Carpet sells by the square yard from rolls 12 or 15 feet wide, and the roll width determines whether your room covers seamlessly or needs a seam. Get the math wrong and you either pay for unusable carpet or end up with a seam running across your living room. Here is the right way to size a carpet order.

Square yards, not square feet

Carpet pricing is almost always per yd² at retail — $2-8/yd² for builder-grade, $8-25/yd² for premium nylon and wool. Warehouse and remnant outlets sometimes quote per ft² to look cheaper, so always convert before comparing:

  • 1 yd² = 9 ft². A 12×15 ft room (180 ft²) is 20 yd² before waste.
  • 10% waste minimum for cuts, pattern matching, and seam allowance.
  • Add 15% for patterned carpet — the repeat has to align across seams.

The carpet calculator gives both yd² and ft² and applies the 10% waste automatically.

Roll width and seams

Standard residential carpet ships in 12-ft rolls — wide enough to cover most bedrooms with no seam. 15-ft rolls exist for large rooms but cost more per yard and are stocked in fewer styles. Commercial broadloom is often 6 ft. The rule is simple:

  • If your shorter room dimension is at or under the roll width, you cover seamlessly.
  • If it's over the roll width, you need at least one seam — and you pay $1-3/lin ft for the installer to seam it.

For a 14×16 ft living room with 12-ft carpet, you need an extra 2-ft strip of carpet plus a seam along the long direction. The calculator flags whether your room needs a seam based on dimensions and roll width.

Where seams should fall

Seams are unavoidable in larger rooms. Where they go matters more than whether they exist.
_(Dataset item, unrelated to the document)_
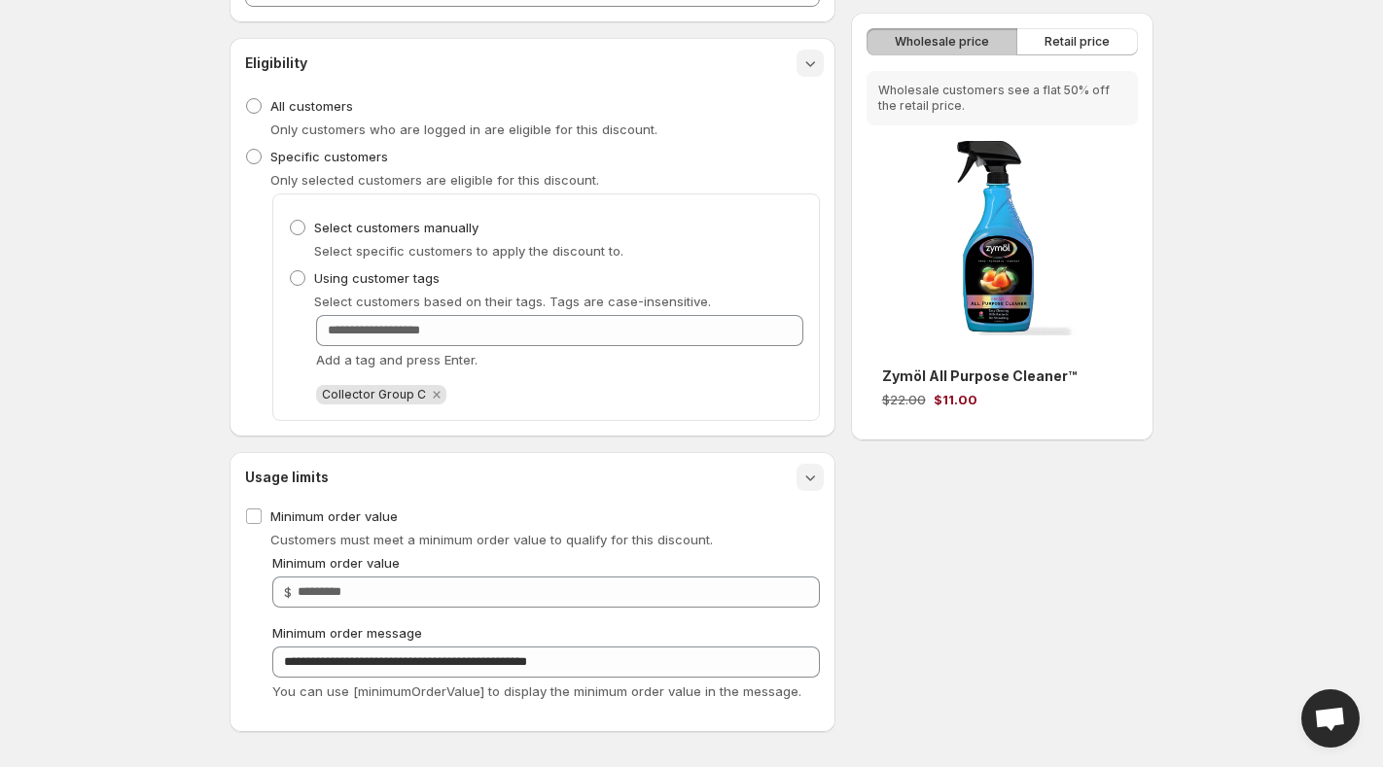 This screenshot has height=767, width=1383. I want to click on span: Customers must meet a minimum order value to qualify for this discount., so click(491, 540).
  • Out of sight lines. Run seams perpendicular to the main door so you walk along them, not across them.
  • Under furniture or low traffic. Plan the layout so seams fall under sofas, beds, or against the longest wall.
  • Pile direction matters. Both pieces of a seam must have the pile running the same way or the seam will read as a stripe in raking light.
  • Cut-pile hides seams; loop pile shows them. Berber seams are visible for the life of the carpet. Plush, frieze, and Saxony hide seams much better.

Pad — required, not optional

Carpet pad doubles the life of the carpet by absorbing footfall impact, adds insulation (R-value 1.5-2.0), and is required by virtually every carpet warranty. Pad spec depends on use:

  • Bedrooms: 7/16" thick, 6 lb density — the residential standard rebond pad.
  • Living rooms and stairs: 3/8" thick, 8 lb density — firmer, holds up to high traffic and prevents pad compression on stair nosings.
  • Basements over concrete:moisture barrier pad with a sealed plastic film on the slab side. Skip this and you'll get mold under the carpet within two seasons.
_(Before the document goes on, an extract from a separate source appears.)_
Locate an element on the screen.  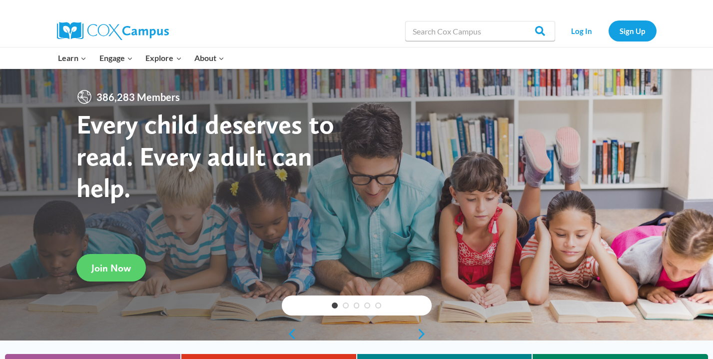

Pad is sold in the same yardage as the carpet — match the carpet square yardage and you'll have enough.

Common errors

Forgetting closets. Closet floors get carpeted as part of the bedroom install, but the dimensions rarely show up on the room measure. A 4×6 walk-in adds 24 ft² (about 2.7 yd²) that the calculator misses unless you add it.

Skipping the diagram. Sketch the room with door locations and roll layout before ordering. Some rooms cover with no seam if the carpet runs north-south but need a seam east-west — the orientation can save a strip of carpet.

Buying based on the showroom sample. Showroom samples are 18×18 inches; the carpet looks different at scale. Bring a 2×3 ft sample home and put it on the floor in the actual room before ordering 30 yards of it.

Quick FAQ

How many yards of carpet for a 12×15 room? 180 ft² × 1.10 (waste) = 198 ft², or 22 yd². With 12-ft carpet, no seam needed.

Should I install carpet myself? Bedrooms with no seam — possibly. Living rooms with seams or stairs — no. Power-stretching carpet correctly takes a kicker, a power stretcher, and practice. Bad stretches show up as ripples within a year.

How long does carpet last? Builder-grade polyester: 5-8 years. Mid-grade nylon: 10-15 years. Premium wool: 20-30 years. The pad usually outlasts the carpet by one full replacement cycle.

Estimate only. The carpet calculator uses a standard 10% waste factor and a single-seam assumption. Real seam count depends on room shape and roll orientation — confirm with the installer before ordering.